1. < computer > Atanasoff-Berry Computer .
2. An imperative language and programming environment from CWI , Netherlands. It is interactive, structured, high-level, and easy to learn and use. It is a general-purpose language which you might use instead of BASIC , Pascal or AWK . It is not a systems-programming language but is good for teaching or prototyping.
ABC has only five data types that can easily be combined; strong typing , yet without declarations; data limited only by memory; refinements to support top-down programming; nesting by indentation. Programs are typically around a quarter the size of the equivalent Pascal or C program, and more readable.
ABC includes a programming environment with syntax-directed editing, suggestion s, persistent variables and multiple workspaces and infinite precision arithmetic.

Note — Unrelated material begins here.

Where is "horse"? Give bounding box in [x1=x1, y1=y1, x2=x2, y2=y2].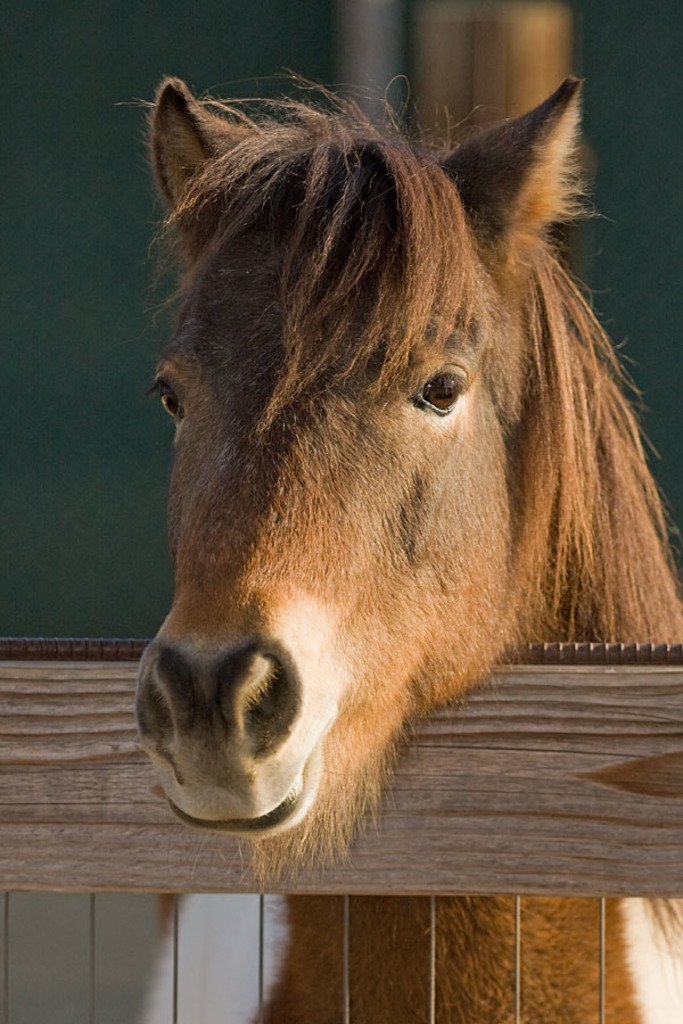
[x1=138, y1=73, x2=682, y2=1023].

An example function words to collect the set of all words in a document:
HOW TO RETURN words document: PUT IN collection FOR line in document: FOR word IN split line: IF word not.in collection: INSERT word IN collection RETURN collection
Interpreter / compiler , version 1.04.01, by Leo Geurts, Lambert Meertens, Steven Pemberton Steven.Pemberton@cwi.nl . ABC has been ported to Unix , MS-DOS , Atari , Macintosh .
Home .
FTP eu.net , FTP nluug.nl , FTP uunet .
Mailing list: abc-list-request@cwi.nl .
E-mail: abc@cwi.nl .
["The ABC Programmer's Handbook" by Leo Geurts, Lambert Meertens and Steven Pemberton, published by Prentice-Hall (ISBN 0-13-000027-2)].
["An Alternative Simple Language and Environment for PCs" by Steven Pemberton, IEEE Software, Vol. 4, No. 1, January 1987, pp. 56-64.]
(1995-02-09)
2. Argument, Basic value, C?.
An abstract machine for implementation of functional languages and its intermediate code.
[P. Koopman, "Functional Programs as Executable Specifications", 1990].